At every turn, he says, he faced opposition. His record label boss "didn't get me", and he was advised not to release a song called Parents, in which a homophobic father meets a sticky end.
"The label said, 'Don't put that out. It's too aggressive. It'll never get played on radio'," Harrison recalls.
"And it never has been played on radio - but it's platinum in America and Australia."
That is very much the Yungblud story. Despite an impressive 7.5 million monthly listeners on Spotify, the singer isn't a fully mainstream proposition. His second album, Weird, entered the charts at number one, but dropped to 33 the following week - suggesting a passionate fanbase, but little interest from the wider record-buying public.
Even so, the success of Weird opened up a lot of doors.

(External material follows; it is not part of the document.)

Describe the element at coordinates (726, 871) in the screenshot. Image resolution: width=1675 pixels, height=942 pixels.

It's just that Harrison wasn't keen on what he found behind them.
"I had access to every studio I wanted, and every songwriter wanted to work with me," he says. "But I'd have all these American producers going, 'Oh, you're doing the rock thing? I could get in on that.'
"I'm like, 'Clear off. What do you mean, I'm doing the 'rock thing', like it's in inverted commas'?"

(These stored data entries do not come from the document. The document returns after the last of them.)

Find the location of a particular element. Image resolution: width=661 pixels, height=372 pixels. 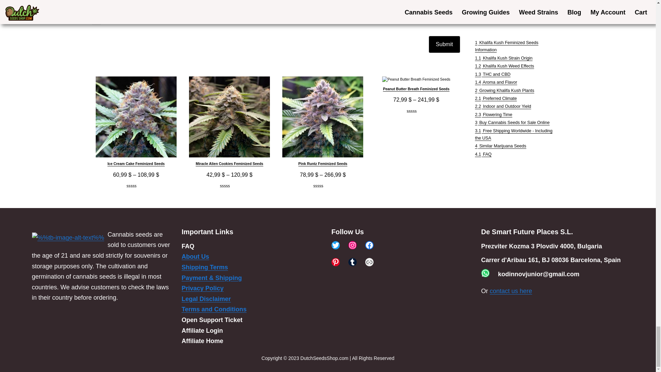

Rated 5.00 out of 5 is located at coordinates (230, 186).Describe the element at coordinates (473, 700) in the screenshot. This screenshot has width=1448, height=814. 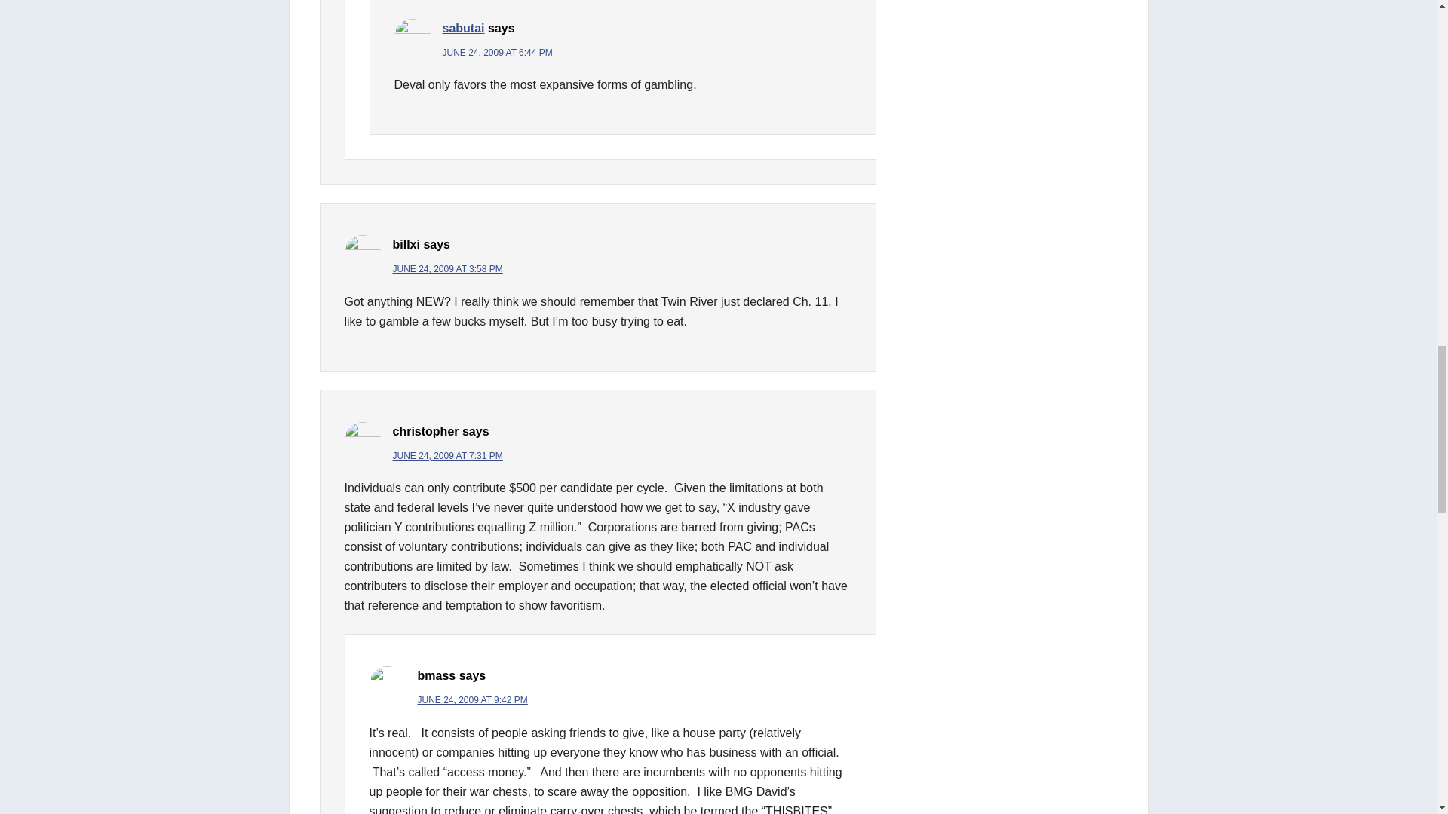
I see `JUNE 24, 2009 AT 9:42 PM` at that location.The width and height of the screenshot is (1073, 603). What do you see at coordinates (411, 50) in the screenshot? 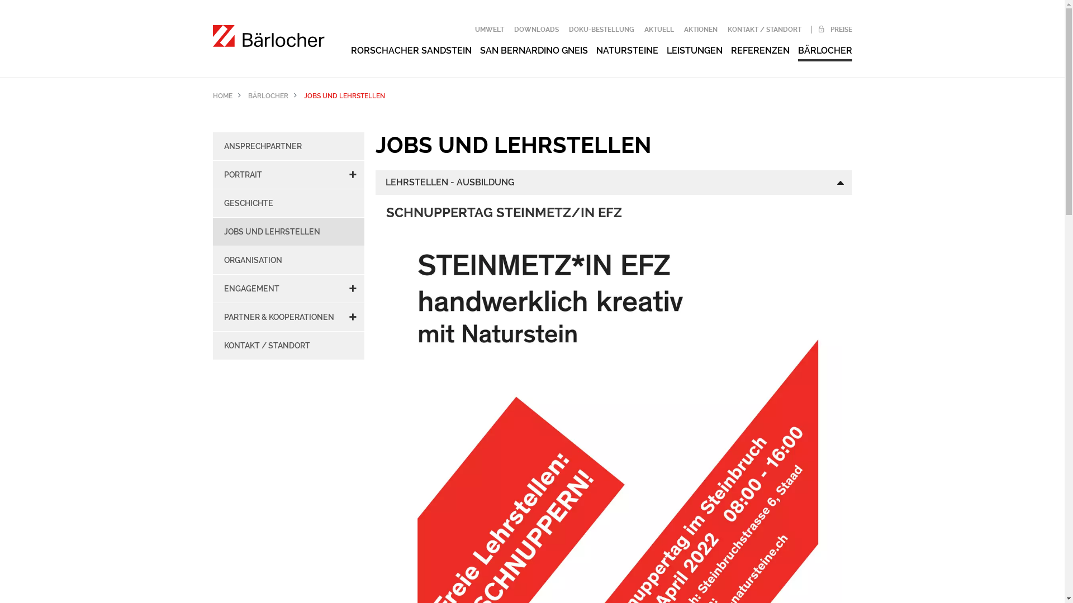
I see `RORSCHACHER SANDSTEIN` at bounding box center [411, 50].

As his profile rose so, too, did the voices of his critics. He was accused of queer-baiting, of pretending to be working class, of being a record industry plant.
"Everyone was questioning my authenticity and it hurt me," he says. "People were harsher to me than they were in high school. It made my world turn inside out."
Stunned, he went back to his trusted collaborators Matty Schwartz, Chris Greatti and Jordan Gable, and poured all of his anguish into a new album.
Recorded in a bedroom (admittedly a bedroom in a Californian bungalow), it's Yungblud's most vulnerable and cohesive project to date.
A blistering lead single, The Funeral, finds the 25-year-old listing his failures and insecurities; and wondering if anyone would care enough to attend his wake. Memories, a duet with Willow Smith, is about letting go of childhood anxieties. And the emotionally-charged I Cry 2, finds him consoling a friend who's been through a brutal break-up.
"He was having a really emotional time but he couldn't talk about it and I was like, 'Bruv, it's alright. I cry too'," Harrison recalls.
"It's okay if you're feeling upset, if you're hurting. It means your soul is working, And I thought there was a really beautiful message within that."
The song also tackles the hatred Harrison received on social media over his "fluid" gender identity.
"Everybody online keeps saying I'm not really gay... And I spеnd most of my days wondering what the [expletive] do they want from mе?"
Lyrics like these aren't a "woe-is-me rock star story", he stresses. Instead, "it's a metaphor for the oppression millions of people feel". By speaking up and sticking together, he reasons, things can only improve.
"When I was 18, I was so furious at the world," he says. "I was so furious at the government, at Brexit. I felt so voiceless."
"But how can I be angry when I live in this community? I've realised the protection we have within each other."